A Second Fire That Didn't Have to Happen
For one Montreal family, watching their building burn a second time wasn't just a tragedy — it was a question mark. After the first fire, they applied to the City of Montreal for a demolition permit, hoping to tear down the damaged structure before it became a danger again. The city said no.
The reason? Montreal's policy requires property owners to have a replacement project lined up before demolition is approved. No plan, no permit. The building sat vacant instead — and then it caught fire again.
The Catch-22 of Vacant Building Rules
The family's experience highlights a growing tension in urban housing policy across Canada: rules designed to protect housing stock can sometimes leave damaged or dangerous buildings standing longer than anyone wants.
Montreal, like many Canadian cities, has been aggressive about preventing the loss of residential buildings. With a rental vacancy rate that's been hovering near historic lows, the instinct to block demolitions makes sense on paper. Every torn-down unit is one fewer home in an already tight market.
But critics argue the policy creates a Catch-22. If a building is fire-damaged, structurally compromised, or simply not viable, forcing owners to hold onto it while they piece together a redevelopment proposal can leave a vacant, deteriorating structure sitting in a neighbourhood for months or years.
Vacant buildings are magnets for problems — vandalism, squatters, and yes, fires. Once a structure is empty and unmaintained, the risk of a second incident climbs sharply.
Cities Across Canada Are Grappling With the Same Question
Montreal isn't alone in wrestling with this. Cities from Vancouver to Halifax have implemented vacant building registries, fines, and permit restrictions in recent years, all aimed at pressuring owners to either rehabilitate properties or put them to productive use.
The goal is sound: empty buildings are a waste in a housing crisis. But the mechanism matters. When bureaucratic hurdles slow down legitimate decisions — like whether a fire-damaged building is salvageable — the policy can backfire.

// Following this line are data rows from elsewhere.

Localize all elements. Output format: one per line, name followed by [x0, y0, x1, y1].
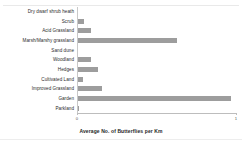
bar-row: Woodland — [5, 55, 237, 64]
category-label: Sand dune — [5, 48, 77, 53]
y-axis-line — [77, 7, 78, 113]
bar-track — [77, 17, 237, 26]
bar-row: Improved Grassland — [5, 84, 237, 93]
bar — [77, 67, 98, 72]
category-label: Cultivated Land — [5, 77, 77, 82]
bar-track — [77, 7, 237, 16]
bar — [77, 57, 91, 62]
x-tick-label-left: 0 — [76, 116, 78, 121]
category-label: Woodland — [5, 57, 77, 62]
x-axis-line — [77, 113, 236, 114]
bar — [77, 96, 231, 101]
category-label: Hedges — [5, 67, 77, 72]
bar-row: Marsh/Marshy grassland — [5, 36, 237, 45]
figure-left-border — [0, 0, 3, 144]
bar-row: Scrub — [5, 17, 237, 26]
bar-row: Cultivated Land — [5, 74, 237, 83]
bar-rows: Dry dwarf shrub heathScrubAcid Grassland… — [5, 7, 237, 113]
category-label: Marsh/Marshy grassland — [5, 38, 77, 43]
bar-row: Dry dwarf shrub heath — [5, 7, 237, 16]
category-label: Acid Grassland — [5, 28, 77, 33]
bar-track — [77, 46, 237, 55]
category-label: Parkland — [5, 106, 77, 111]
figure-top-border — [0, 0, 242, 6]
bar — [77, 38, 177, 43]
bar — [77, 28, 91, 33]
bar-track — [77, 36, 237, 45]
bar-row: Parkland — [5, 103, 237, 112]
bar-track — [77, 103, 237, 112]
category-label: Scrub — [5, 19, 77, 24]
category-label: Improved Grassland — [5, 86, 77, 91]
figure-right-border — [239, 0, 242, 144]
bar-track — [77, 65, 237, 74]
bar-track — [77, 26, 237, 35]
bar-row: Hedges — [5, 65, 237, 74]
bar-track — [77, 74, 237, 83]
category-label: Garden — [5, 96, 77, 101]
bar-row: Acid Grassland — [5, 26, 237, 35]
bar-track — [77, 55, 237, 64]
x-axis-title: Average No. of Butterflies per Km — [5, 128, 237, 134]
bar-chart-figure: Dry dwarf shrub heathScrubAcid Grassland… — [0, 0, 242, 144]
bar-row: Sand dune — [5, 46, 237, 55]
bar — [77, 86, 102, 91]
bar-track — [77, 94, 237, 103]
bar — [77, 19, 84, 24]
bar-track — [77, 84, 237, 93]
category-label: Dry dwarf shrub heath — [5, 9, 77, 14]
x-tick-label-right: 1 — [235, 116, 237, 121]
bar-row: Garden — [5, 94, 237, 103]
figure-bottom-border — [0, 139, 242, 144]
plot-area: Dry dwarf shrub heathScrubAcid Grassland… — [5, 7, 237, 119]
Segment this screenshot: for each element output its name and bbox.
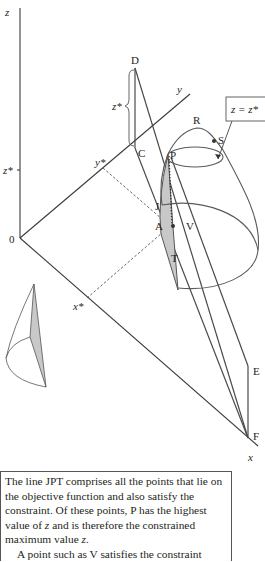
point-label-f: F (253, 430, 259, 442)
constrained-optimization-diagram: z z* 0 y y* x x* z* z = z* D C R (0, 0, 265, 470)
origin-label: 0 (9, 233, 15, 245)
caption-text: . (86, 533, 89, 545)
x-axis (20, 238, 258, 446)
caption-paragraph-1: The line JPT comprises all the points th… (5, 474, 231, 547)
point-s-dot (212, 139, 216, 143)
point-label-v: V (186, 220, 194, 232)
point-label-r: R (193, 114, 201, 126)
callout-text: z = z* (230, 103, 258, 115)
caption-paragraph-2: A point such as V satisfies the constrai… (5, 547, 231, 562)
caption-box: The line JPT comprises all the points th… (0, 471, 232, 561)
callout-arrowhead (215, 154, 221, 159)
point-label-d: D (131, 54, 139, 66)
point-label-c: C (138, 147, 145, 159)
surface-mid-ellipse (162, 203, 258, 250)
point-label-p: P (170, 149, 176, 161)
point-label-a: A (155, 220, 163, 232)
y-axis-label: y (176, 83, 182, 95)
plane-edge-e-up (171, 157, 248, 366)
z-star-tick-label: z* (2, 164, 13, 176)
point-label-e: E (253, 365, 260, 377)
z-axis-label: z (4, 6, 10, 18)
z-star-brace (125, 70, 134, 146)
x-axis-label: x (247, 451, 253, 463)
inset-cone (6, 284, 46, 387)
point-v-dot (171, 224, 175, 228)
y-star-tick-label: y* (94, 156, 106, 168)
plane-edge-cf (135, 148, 248, 438)
point-label-s: S (218, 134, 224, 146)
point-label-j: J (155, 200, 160, 212)
x-star-projection (87, 226, 170, 298)
x-star-tick-label: x* (72, 300, 84, 312)
brace-label: z* (111, 100, 122, 112)
point-label-t: T (171, 252, 178, 264)
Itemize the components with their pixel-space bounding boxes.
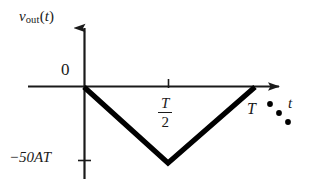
fraction-numerator: T [158,96,172,112]
x-tick-label-half-period: T 2 [158,96,172,130]
waveform-figure: vout(t) 0 −50AT T 2 T t [0,0,316,181]
x-tick-label-period: T [247,101,256,117]
y-axis-paren-close: ) [49,8,54,24]
y-axis-label: vout(t) [19,9,54,26]
y-tick-label-minimum: −50AT [9,150,51,165]
origin-zero-label: 0 [61,61,70,78]
ellipsis-dot-2 [276,110,282,116]
ellipsis-dot-3 [285,119,291,125]
fraction-bar [158,112,172,113]
fraction-denominator: 2 [158,114,172,130]
y-axis-variable: v [19,8,26,24]
x-axis-label: t [288,96,292,111]
ellipsis-dot-1 [267,101,273,107]
y-axis-subscript: out [26,14,40,25]
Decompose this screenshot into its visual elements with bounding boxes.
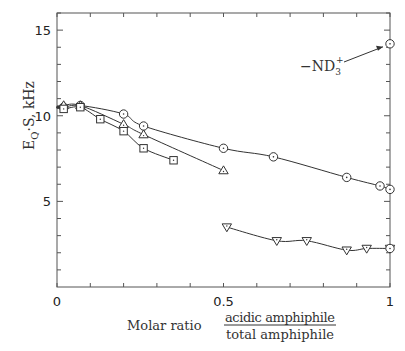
inverted-triangle-marker-center bbox=[276, 239, 277, 240]
circle-marker-center bbox=[223, 147, 225, 149]
reference-dot bbox=[56, 105, 60, 109]
chart: 00.5151015 −ND3+ EQ·S, kHz Molar ratio a… bbox=[0, 0, 405, 351]
y-tick-label: 15 bbox=[34, 23, 51, 38]
circle-marker-center bbox=[346, 177, 348, 179]
inverted-triangle-marker-center bbox=[366, 247, 367, 248]
x-axis-fraction-denominator: total amphiphile bbox=[226, 327, 334, 342]
square-marker-center bbox=[100, 118, 101, 119]
circle-marker-center bbox=[143, 125, 145, 127]
annotation-arrow-line bbox=[344, 47, 383, 62]
inverted-triangle-marker-center bbox=[226, 225, 227, 226]
square-marker-center bbox=[80, 106, 81, 107]
annotation-arrowhead bbox=[376, 46, 383, 51]
triangle-marker bbox=[139, 130, 148, 138]
data-markers bbox=[56, 40, 395, 255]
x-axis-fraction-numerator: acidic amphiphile bbox=[225, 310, 335, 325]
nd3-label: −ND3+ bbox=[300, 55, 344, 77]
square-marker-center bbox=[143, 148, 144, 149]
inverted-triangle-marker-center bbox=[346, 248, 347, 249]
circle-marker-center bbox=[273, 156, 275, 158]
triangle-marker-center bbox=[223, 171, 224, 172]
circle-marker-center bbox=[379, 185, 381, 187]
x-tick-label: 0 bbox=[53, 294, 61, 309]
inverted-triangle-marker-center bbox=[306, 239, 307, 240]
annotation: −ND3+ bbox=[300, 46, 383, 77]
fit-curves bbox=[57, 104, 390, 250]
square-marker-center bbox=[123, 130, 124, 131]
square-marker-center bbox=[173, 160, 174, 161]
circle-marker-center bbox=[389, 189, 391, 191]
square-curve bbox=[57, 106, 174, 160]
circle-marker-center bbox=[123, 113, 125, 115]
y-tick-label: 5 bbox=[43, 194, 51, 209]
x-tick-label: 0.5 bbox=[213, 294, 234, 309]
triangle-marker bbox=[219, 166, 228, 174]
square-marker-center bbox=[63, 108, 64, 109]
circle-at-1-marker-center bbox=[389, 248, 391, 250]
x-tick-label: 1 bbox=[386, 294, 394, 309]
triangle-marker bbox=[119, 120, 128, 128]
ND3+ point-marker-center bbox=[389, 43, 391, 45]
triangle-marker-center bbox=[143, 135, 144, 136]
triangle-marker-center bbox=[123, 125, 124, 126]
x-axis-label: Molar ratio bbox=[127, 318, 202, 333]
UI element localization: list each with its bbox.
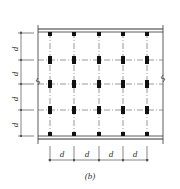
horizontal-dim-label-3: d bbox=[109, 149, 114, 159]
vertical-dim-label-4: d bbox=[10, 122, 20, 127]
reinforcement-grid-diagram: d d d d d d d d (b) bbox=[0, 0, 180, 189]
horizontal-dim-label-4: d bbox=[133, 149, 138, 159]
bottom-wall bbox=[38, 136, 163, 139]
vertical-dim-label-2: d bbox=[10, 71, 20, 76]
top-wall bbox=[38, 29, 163, 32]
horizontal-dim-label-1: d bbox=[60, 149, 65, 159]
vertical-dim-label-1: d bbox=[10, 46, 20, 51]
figure-caption: (b) bbox=[85, 171, 96, 181]
horizontal-dim-label-2: d bbox=[85, 149, 90, 159]
vertical-dim-label-3: d bbox=[10, 96, 20, 101]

Some urban planners have suggested a more flexible approach: expedited demolition permits for properties that meet a clear damage or safety threshold, paired with requirements to develop or sell the land within a set timeline. That way, the city still protects against speculative demolition while giving owners a real path forward when a building is genuinely beyond saving.
What Happens to the Families Left Behind
Lost in the policy debate are the people caught in the middle. For the Montreal family profiled by CBC, the second fire wasn't just a financial blow — it was a preventable one, in their view. Whether or not the city's read of its own policies was correct, their experience points to a real gap: property owners navigating complex municipal rules often find themselves without clear answers until it's too late.
As Canadian cities continue tightening their grip on housing supply, the question isn't just whether to protect buildings from demolition. It's whether those protections are actually keeping people safer — or just keeping buildings standing.